IBinder tokenToSend = organizerOwnsActivity(owningOrg, ar)
? ar.appToken
: ar.mActivityToken; // non-privileged placeholder
owningOrg.onActivityReparentToTask(task.taskId, ar.intent, tokenToSend);
}
Detection and Indicators
There is no reliable on-device indicator of active exploitation since the attack operates entirely through legitimate Binder IPC. The following heuristics may surface suspicious behavior:
Logcat / adb: Watch for repeated onTaskFragmentInfoChanged or onActivityReparentToTask calls from an organizer whose UID does not match the embedding host package (e.g., Jetpack library or OEM launcher). Tag: TaskFragmentOrganizer.

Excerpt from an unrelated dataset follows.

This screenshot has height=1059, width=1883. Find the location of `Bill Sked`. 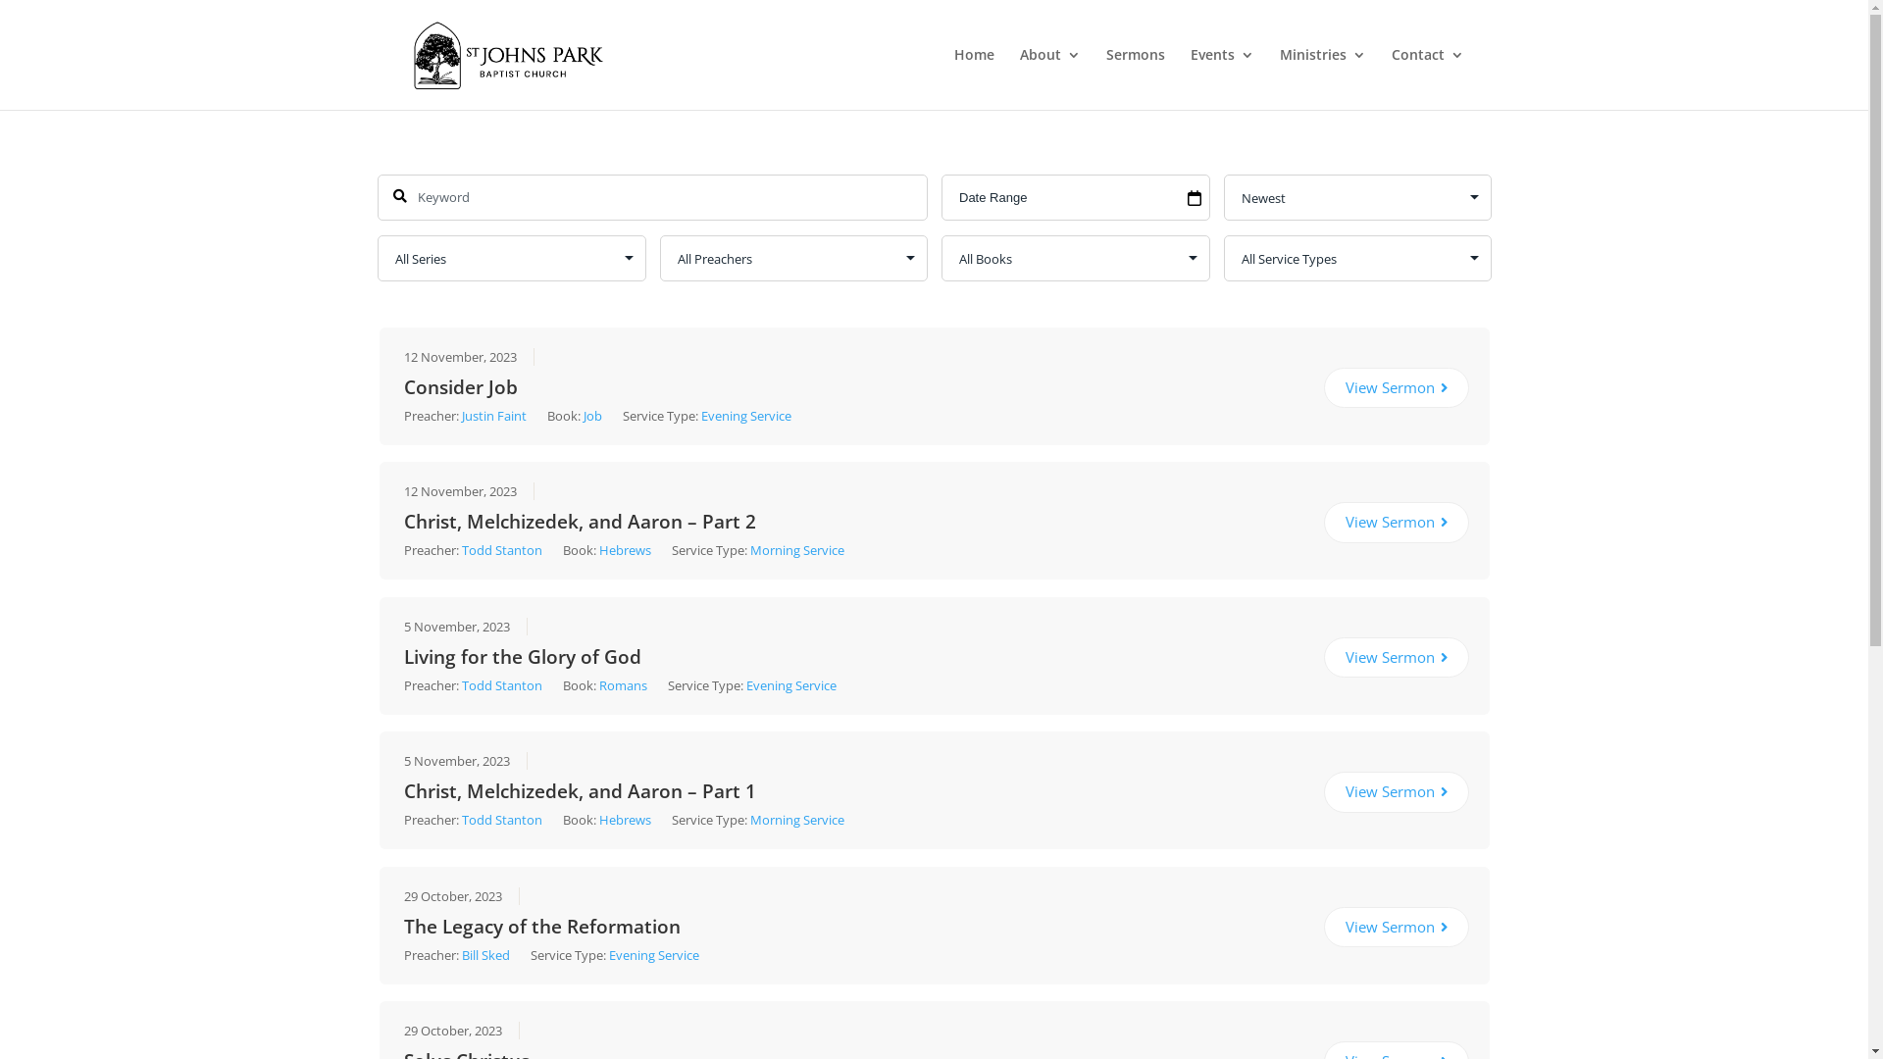

Bill Sked is located at coordinates (486, 955).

Binder transaction logs: An app with no embedding use-case holding unexpected strong references to foreign ActivityRecord Binder nodes in /sys/kernel/debug/binder/proc/<pid>.

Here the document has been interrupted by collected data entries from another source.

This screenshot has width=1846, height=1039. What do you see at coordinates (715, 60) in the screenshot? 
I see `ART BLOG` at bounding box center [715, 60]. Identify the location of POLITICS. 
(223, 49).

WindowManager dumpsys:adb shell dumpsys window — look for task fragments owned by suspicious UIDs containing activities from a different UID.
Exploit prerequisite: Target device must have an app registered as a TaskFragmentOrganizer. This is detectable via adb shell dumpsys activity inspecting registered organizers.

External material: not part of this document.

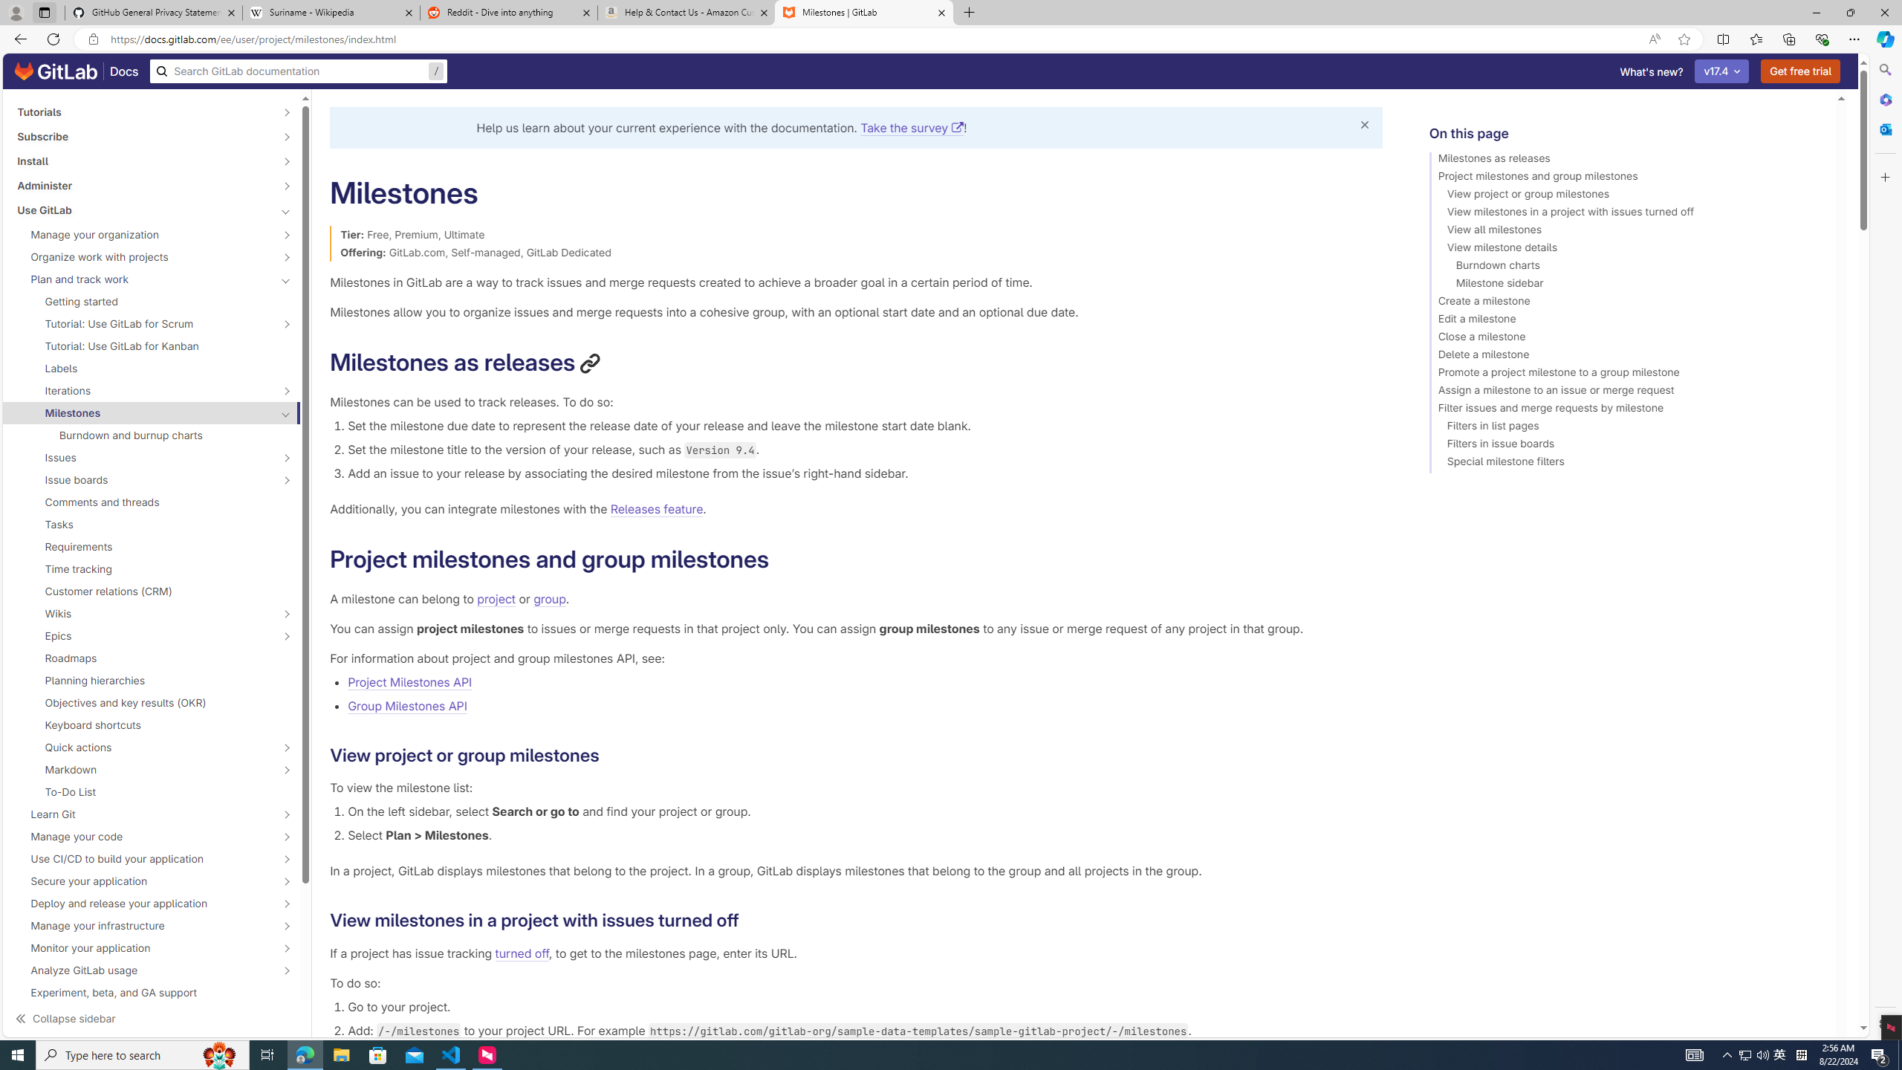 The width and height of the screenshot is (1902, 1070). Describe the element at coordinates (157, 1018) in the screenshot. I see `Collapse sidebar` at that location.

// Suspicious logcat pattern indicating organizer receiving foreign tokens:
W TaskFragmentOrganizerController: onActivityReparentToTask uid=10234
task.uid=10087 mismatch — pre-patch this proceeds silently
Remediation
Apply the March 2026 security patch level (2026-03-01) immediately. This resolves all affected dispatch paths in TaskFragmentOrganizerController.java.
OEM integrations that extend or override TaskFragmentOrganizerController should audit any override of makeTaskFragmentInfo, dispatchOnTaskFragmentInfoChanged, dispatchOnTaskFragmentAppeared, and dispatchOnActivityReparentToTask for equivalent UID ownership checks.
Enterprise environments should restrict sideloaded or unknown app installation to minimize the attacker foothold required (any installed app process).
Until patched: consider disabling or restricting the Task Fragment Organizer API at the policy level if embedding functionality is not required for production deployment.